P. N. Rangarajan, born in Bengaluru in the south Indian state of Karnataka, secured a PhD from the Indian Institute of Science (IISc) in 1989 and did his post doctoral work at Salk Institute for Biological Studies during 1990-92.[2] After serving Howard Hughes Medical Institute as a research associate for a year, he returned to India to join IISc at the department of biochemistry in 1993 where he is a professor. At IISc, he has been carrying out research on how neurotropic viruses induce changes in eukaryoticgene expression in humans.[3] He leads a team of scientists engaged in the studies of Pichia pastoris, a methylotrophicyeast species, with regard to its transcription factors and the regulation of carbon metabolism.[4] He has also done extensive work on vaccine development against infectious diseases such as rabies, hepatitis B and Japanese encephalitis and he and his colleagues were successful in developing a new DNA-based vaccine against rabies.[5] Later, they improved the vaccine performance by combining the DNA-based rabies vaccine with a controlled quantity of inactivated virus prepared through cell culture.[6] The work earned Rangarajan and his colleagues Patent Cooperation Treaty[7] and Indian patents[8] and the vaccine, reportedly cheaper to produce than conventional cell culture rabies vaccines, is being marketed by Indian Immunologicals Limited, under the brand name, Dinarab.[9] His studies have been documented by way of a number of articles[10][note 2] of which many have been listed by online article repositories such as Google Scholar[11] and ResearchGate.[12]
Rangarajan's work has attracted research by other scientists[13] and he has delivered invited speeches or keynote addresses including the lecture on Gene Regulation in Eukaryotes: Diversity in general Transcription factors at IIT Madras[14] and the address on Transcriptional interference in the methylotrophic yeast, Pichia pastoris at Indian Institute of Science Education and Research, Thiruvananthapuram in October 2012.[15] He was the co-convenor of the lecture workshop on Recent Advances in Biotechnology of Health and Disease (BHD-2011) organized by Madurai Kamaraj University in 2011[16] and has been involved in conducting open courses on Eukaryotic Gene Expression.[17]
Rangarajan is married to Radha and the couple has two children, Karthik and Meghana. The family lives in Rajajinagar in Bengaluru.[18]
Awards and honors
Rangarajan received the National Bioscience Award for Career Development of the Department of Biotechnology in 2001.[19] The National Academy of Sciences, India elected him as a fellow in 2002.[20] The Council of Scientific and Industrial Research awarded him Shanti Swarup Bhatnagar Prize, one of the highest Indian science awards in 2007.[21] The Indian Academy of Sciences elected him as a fellow the same year[22] and he became an elected fellow of the Indian National Science Academy in 2017.[23][note 3]
Selected bibliography
Saha, Sougata; Ramanathan, Anand; Rangarajan, Pundi N. (2006). "Regulation of Ca2+/calmodulin kinase II inhibitor α (CaMKIINα) in virus-infected mouse brain". Biochemical and Biophysical Research Communications. 350 (2): 444–449. doi:10.1016/j.bbrc.2006.09.066. PMID17010311.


◆ **Exercise instructions**:
Take from the entries below the stretch from the line with "Read all visible content and emit it as JSON." through the line with "Decode this image", and return it exactly, leaving the pictures out.
------ Data for the task
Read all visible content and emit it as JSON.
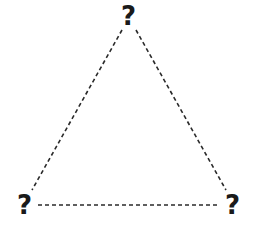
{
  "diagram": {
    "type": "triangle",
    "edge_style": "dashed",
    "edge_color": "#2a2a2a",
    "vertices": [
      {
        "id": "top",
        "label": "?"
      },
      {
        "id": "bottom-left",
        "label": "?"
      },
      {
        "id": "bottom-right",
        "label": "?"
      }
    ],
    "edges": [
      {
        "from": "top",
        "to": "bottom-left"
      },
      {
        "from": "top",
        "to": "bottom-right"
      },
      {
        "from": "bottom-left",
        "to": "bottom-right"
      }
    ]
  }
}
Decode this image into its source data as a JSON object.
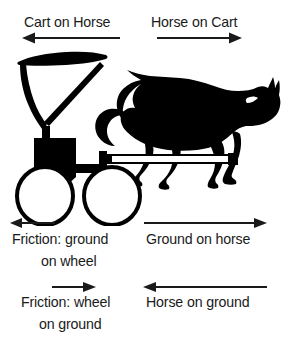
------------
------ Data for the task
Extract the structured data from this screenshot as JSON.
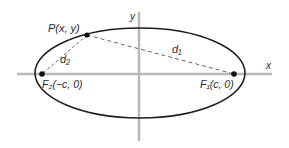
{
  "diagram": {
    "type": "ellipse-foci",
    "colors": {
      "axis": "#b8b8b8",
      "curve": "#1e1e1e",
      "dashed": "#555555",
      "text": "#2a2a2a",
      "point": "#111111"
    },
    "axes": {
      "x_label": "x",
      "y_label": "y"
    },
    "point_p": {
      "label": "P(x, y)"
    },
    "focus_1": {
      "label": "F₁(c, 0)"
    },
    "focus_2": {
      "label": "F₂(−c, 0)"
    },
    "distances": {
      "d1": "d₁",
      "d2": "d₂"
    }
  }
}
------------
◆ **Response box**:
Read all visible content and emit it as JSON.
{
  "diagram": {
    "type": "triangle",
    "edge_style": "dashed",
    "edge_color": "#2a2a2a",
    "vertices": [
      {
        "id": "top",
        "label": "?"
      },
      {
        "id": "bottom-left",
        "label": "?"
      },
      {
        "id": "bottom-right",
        "label": "?"
      }
    ],
    "edges": [
      {
        "from": "top",
        "to": "bottom-left"
      },
      {
        "from": "top",
        "to": "bottom-right"
      },
      {
        "from": "bottom-left",
        "to": "bottom-right"
      }
    ]
  }
}
Decode this image into its source data as a JSON object.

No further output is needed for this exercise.